A further point made is that due to the size and shape of Tennessee and the location of its major population centers, half of the population of the state lives within 20 miles of at least one other state and that all of the population lives no more than 65 miles from at least one other state, and that all of the surrounding states have a lower overall sales tax rate than Tennessee, meaning that many Tennesseans tend to make many purchases, especially major ones, in surrounding states, with Tennessee receiving no revenue from such transactions whatever, in essence making Tennesseans major taxpayers in surrounding states.
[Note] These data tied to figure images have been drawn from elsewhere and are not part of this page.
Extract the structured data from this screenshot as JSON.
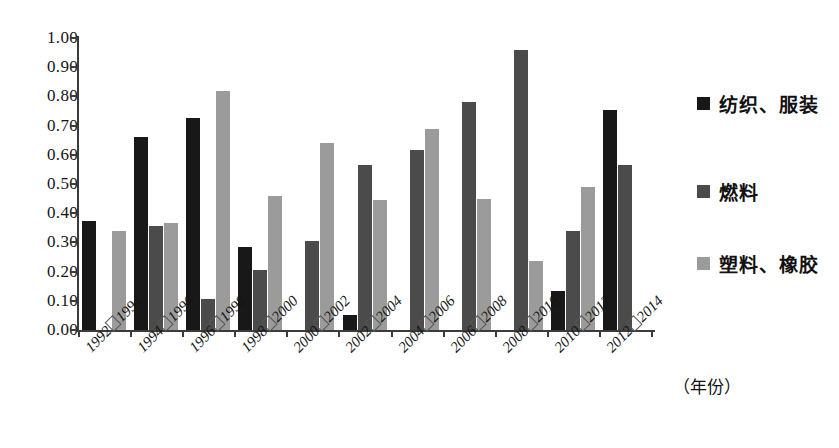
{
  "chart_data": {
    "type": "bar",
    "title": "",
    "subtitle": "",
    "xlabel": "（年份）",
    "ylabel": "",
    "ylim": [
      0.0,
      1.0
    ],
    "ytick_labels": [
      "1.00",
      "0.90",
      "0.80",
      "0.70",
      "0.60",
      "0.50",
      "0.40",
      "0.30",
      "0.20",
      "0.10",
      "0.00"
    ],
    "ytick_values": [
      1.0,
      0.9,
      0.8,
      0.7,
      0.6,
      0.5,
      0.4,
      0.3,
      0.2,
      0.1,
      0.0
    ],
    "grid": false,
    "legend_position": "right",
    "categories": [
      "1992□1994",
      "1994□1996",
      "1996□1998",
      "1998□2000",
      "2000□2002",
      "2002□2004",
      "2004□2006",
      "2006□2008",
      "2008□2010",
      "2010□2012",
      "2012□2014"
    ],
    "category_parts": [
      {
        "start": "1992",
        "end": "1994"
      },
      {
        "start": "1994",
        "end": "1996"
      },
      {
        "start": "1996",
        "end": "1998"
      },
      {
        "start": "1998",
        "end": "2000"
      },
      {
        "start": "2000",
        "end": "2002"
      },
      {
        "start": "2002",
        "end": "2004"
      },
      {
        "start": "2004",
        "end": "2006"
      },
      {
        "start": "2006",
        "end": "2008"
      },
      {
        "start": "2008",
        "end": "2010"
      },
      {
        "start": "2010",
        "end": "2012"
      },
      {
        "start": "2012",
        "end": "2014"
      }
    ],
    "series": [
      {
        "name": "纺织、服装",
        "color": "#181818",
        "values": [
          0.375,
          0.66,
          0.725,
          0.285,
          0.0,
          0.05,
          0.0,
          0.0,
          0.0,
          0.135,
          0.755
        ]
      },
      {
        "name": "燃料",
        "color": "#4b4b4b",
        "values": [
          0.0,
          0.355,
          0.105,
          0.205,
          0.305,
          0.565,
          0.615,
          0.78,
          0.96,
          0.34,
          0.565
        ]
      },
      {
        "name": "塑料、橡胶",
        "color": "#9b9b9b",
        "values": [
          0.34,
          0.365,
          0.82,
          0.46,
          0.64,
          0.445,
          0.69,
          0.45,
          0.235,
          0.49,
          0.0
        ]
      }
    ]
  },
  "legend": {
    "items": [
      {
        "label": "纺织、服装",
        "color": "#181818"
      },
      {
        "label": "燃料",
        "color": "#4b4b4b"
      },
      {
        "label": "塑料、橡胶",
        "color": "#9b9b9b"
      }
    ]
  },
  "axes": {
    "x_axis_title": "（年份）"
  }
}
TFT also made the point that even many affluent Tennesseans could benefit from the fact that state income taxes are deductible from for purposes of computing liability for federal income tax, whereas sales taxes (as of 2003), were not. The Congress changed this in October 2004.
[edit] Counter argument
The counter-argument is made by groups such as Tennessee Tax Revolt. First, that the overall burden of taxation imposed by all levels of government, including the federal government, shows that poorer Tennesseeans, like poorer Americans in general, pay a lower share of their income in taxes overall than wealthy ones. They add that food purchased by persons receiving benefits such as food stamps is automatically tax-exempt. Further, they argue true "fairness" is epitomized by the sales tax, which is the only tax which directly affects persons who work in the so-called underground economy which is driven by cash. Hence it represents the only tax paid by undocumented aliens, drug dealers, pimps and prostitutes. They further point out that Tennessee does impose a flat income tax of 6% on dividends and some interest. This income tax is paid almost entirely by more affluent Tennesseans, since the first $1250 of such income, and all such income from bank interest payments, is exempt.
[edit] Goals
TFT hopes to overcome the general resistance to a state income tax by showing that somewhere between two-thirds and four-fifths of all Tennessee residents would pay less tax by switching to an income-tax centered system of taxation. Their current literature suggests that the overall sales tax rate could be lowered to 5.75% and more revenue still be generated by the state with the implementation of a modest income tax. Opponents argue that there would be no guarantee that the sales tax rates, once lowered, would not soon be raised again.